Hush - Anne Malcom Page 0,83

a quickness Orion had never seen. No one had been able talk April down before.

“Orion, I’ll call you when you get home. We’ll go out tomorrow night,” she said with a smirk.

“No, you fucking won’t,” Maddox growled.

April flipped him the bird but let Eric guide her toward her car. She blew Orion a kiss over his shoulder.

Both Orion and Maddox watched them get into the car.

Orion wished she was April then, much like she had when she was younger, bitter about her situation and desperate for a new family. A new life. She fantasized often about what would’ve happened if she were born a Novak.

The feeling of jealousy was familiar, but she had deeper needs now. Deeper trauma.

“Orion.” Maddox’s voice was gentle but edged with residual anger.

She wondered if he was angry with her. She sure hoped so. Orion was fucking sick of him being so goddamn nice to her.

Her gaze flickered toward him. No scowl illuminated in the street lights. It disappointed her.

“You want to get in the car?” He nodded toward the vehicle.

Orion stared at it. On autopilot, she walked over to it. He opened the door for her, because that was Maddox.

He got in and didn’t start the car until she buckled up.

Then they left the bar behind.

The ride was silent at first, mostly because Orion was trying to get her bearings. She’d never really been drunk before, drinking that vodka beside Jaclyn’s dead body didn’t count. She hadn’t felt drunk, at least. Not like this, with things blurring in her memory as they were happening. Life in slow motion. Her stomach roiling.

It was too much like the feeling from the drugs they injected her with. Orion hated it. Sitting in the car in the silence made it all the more prominent. Unavoidable. Maddox was the only reason she wasn’t freaking out right now.

There was no chain on her ankle. No emptiness in her stomach, no agony between her legs—she wasn’t there. She was safe with Maddox.

“I passed my driver’s test,” Orion said lamely.

At least she wasn’t slurring now.

Maddox kept his eyes on the road. “I figured.” The words were short, brisk, but there was also a kind of dry humor attached to them. None of the clipped fury he had spoken to April with.

Of course not. He couldn’t talk harshly to the poor little victim.

An uncomfortable silence fell between them again. Even though it was dark, she could make out Maddox’s profile. The strong jaw, the nose that was ever so slightly crooked. It hadn’t been like that before. Had he broken it in football? Fighting over a girl? Trying to arrest a drunk?

She wanted to ask him about why his nose was crooked now. What his life had been like. High school. College. Vacations.

Questions that shouldn’t be so damned hard to ask. But the mundane was hard for Orion. She was an expert at handling the horrible, but the everyday was somehow impossible.

“She recognized me,” Orion said after a few more minutes.

Maddox glanced over at her but didn’t speak.

“She recognized me from the news,” Orion continued. “It was a shitty thing to do, but she didn’t mean any real malice. She was young. Drunk. Stupid.” Orion paused. With hindsight, albeit blurry, she could see just how harmless the girl was. The world was different now. People did shit like that, took photos on their phones of “celebrities,” lived their lives online. Everything was fair game.

She was used to bracing herself for attention she didn’t want. She just had to repurpose the shields she’d used in The Cell to make them work for this social media world.

“She was old enough to be in a bar,” Maddox said after a beat. “She’s old enough to know fuckin’ better.”

“Maybe,” she said.

“Definitely,” he replied. He glanced over at her, stopping at a red light. He reached toward her, hand featherlight on her chin, brushing against the bruise on her cheek.

Orion had given the girl much, much worse, and she probably deserved to be in handcuffs right now.

She wanted to capture this moment, this memory, of Maddox touching her where it already felt painful.

“I fucking hate that you got hurt,” he said, pulling his arm back as the light turned green.

Orion gritted her teeth, swallowing all the cruel retorts on the tip of her tongue. The need to hurl something about the fact she’d been plenty hurt in this decade was almost overpowering. “It’s nothing.”

“It’s not nothing.”

“Maddox, it’s nothing,” she repeated.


▶ **EXERCISE BRIEF**
Among the records, find the lines that hold the string "severe" and return them.

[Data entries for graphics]
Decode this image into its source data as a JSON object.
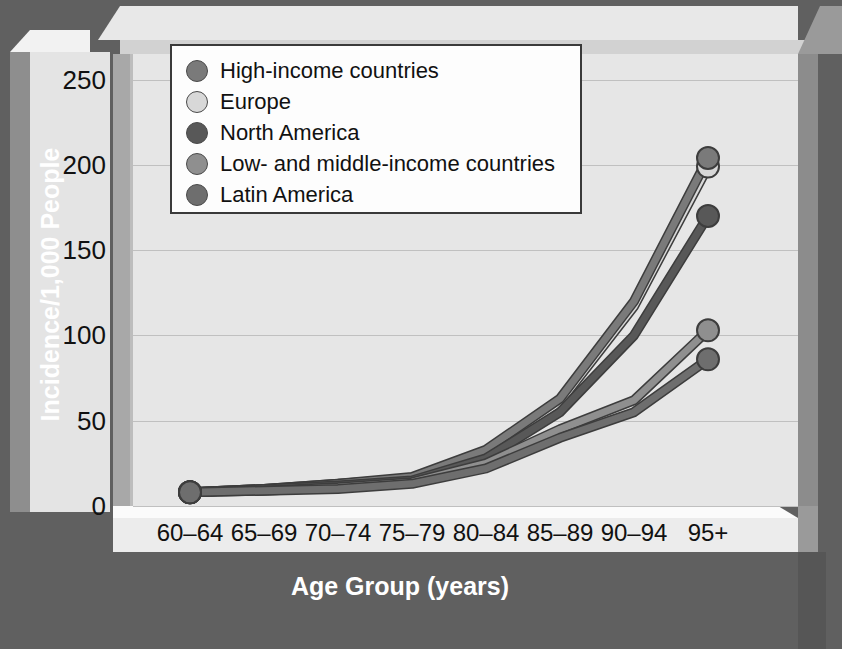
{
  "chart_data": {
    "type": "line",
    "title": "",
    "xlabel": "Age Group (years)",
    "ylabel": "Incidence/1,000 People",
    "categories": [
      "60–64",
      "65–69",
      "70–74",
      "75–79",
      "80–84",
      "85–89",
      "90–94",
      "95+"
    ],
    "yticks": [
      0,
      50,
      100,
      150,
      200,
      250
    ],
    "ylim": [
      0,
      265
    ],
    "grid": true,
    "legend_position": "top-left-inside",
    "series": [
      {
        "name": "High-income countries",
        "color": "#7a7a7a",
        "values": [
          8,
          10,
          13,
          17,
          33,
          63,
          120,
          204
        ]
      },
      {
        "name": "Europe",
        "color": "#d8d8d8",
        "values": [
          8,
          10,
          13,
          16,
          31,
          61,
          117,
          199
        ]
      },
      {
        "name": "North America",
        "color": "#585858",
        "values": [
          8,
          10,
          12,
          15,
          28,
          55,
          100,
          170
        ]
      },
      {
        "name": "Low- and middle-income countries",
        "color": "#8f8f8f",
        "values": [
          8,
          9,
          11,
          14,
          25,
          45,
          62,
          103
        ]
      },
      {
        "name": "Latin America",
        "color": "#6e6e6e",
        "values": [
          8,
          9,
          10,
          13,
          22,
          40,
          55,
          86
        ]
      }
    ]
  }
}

...

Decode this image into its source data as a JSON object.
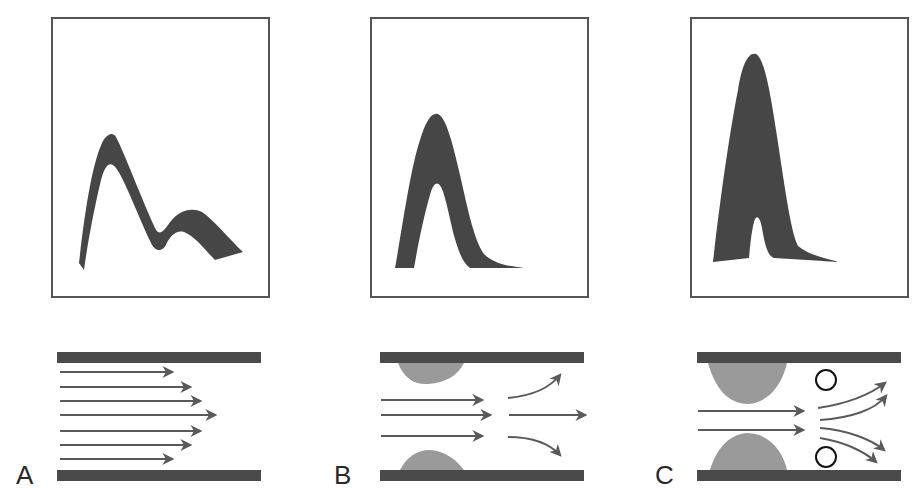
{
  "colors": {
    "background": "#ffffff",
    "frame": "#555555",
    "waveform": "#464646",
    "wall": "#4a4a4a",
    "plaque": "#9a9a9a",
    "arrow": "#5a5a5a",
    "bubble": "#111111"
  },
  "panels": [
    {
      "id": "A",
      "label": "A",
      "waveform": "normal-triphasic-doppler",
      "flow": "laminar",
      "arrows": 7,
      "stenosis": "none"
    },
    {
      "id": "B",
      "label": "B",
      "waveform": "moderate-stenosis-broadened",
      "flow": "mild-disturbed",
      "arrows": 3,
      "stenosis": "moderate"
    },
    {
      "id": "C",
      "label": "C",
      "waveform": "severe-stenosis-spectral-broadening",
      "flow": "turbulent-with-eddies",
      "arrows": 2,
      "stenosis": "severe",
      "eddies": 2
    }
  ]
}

▶ **ANSWER AREA**
      "waveform": "severe-stenosis-spectral-broadening",
      "stenosis": "severe",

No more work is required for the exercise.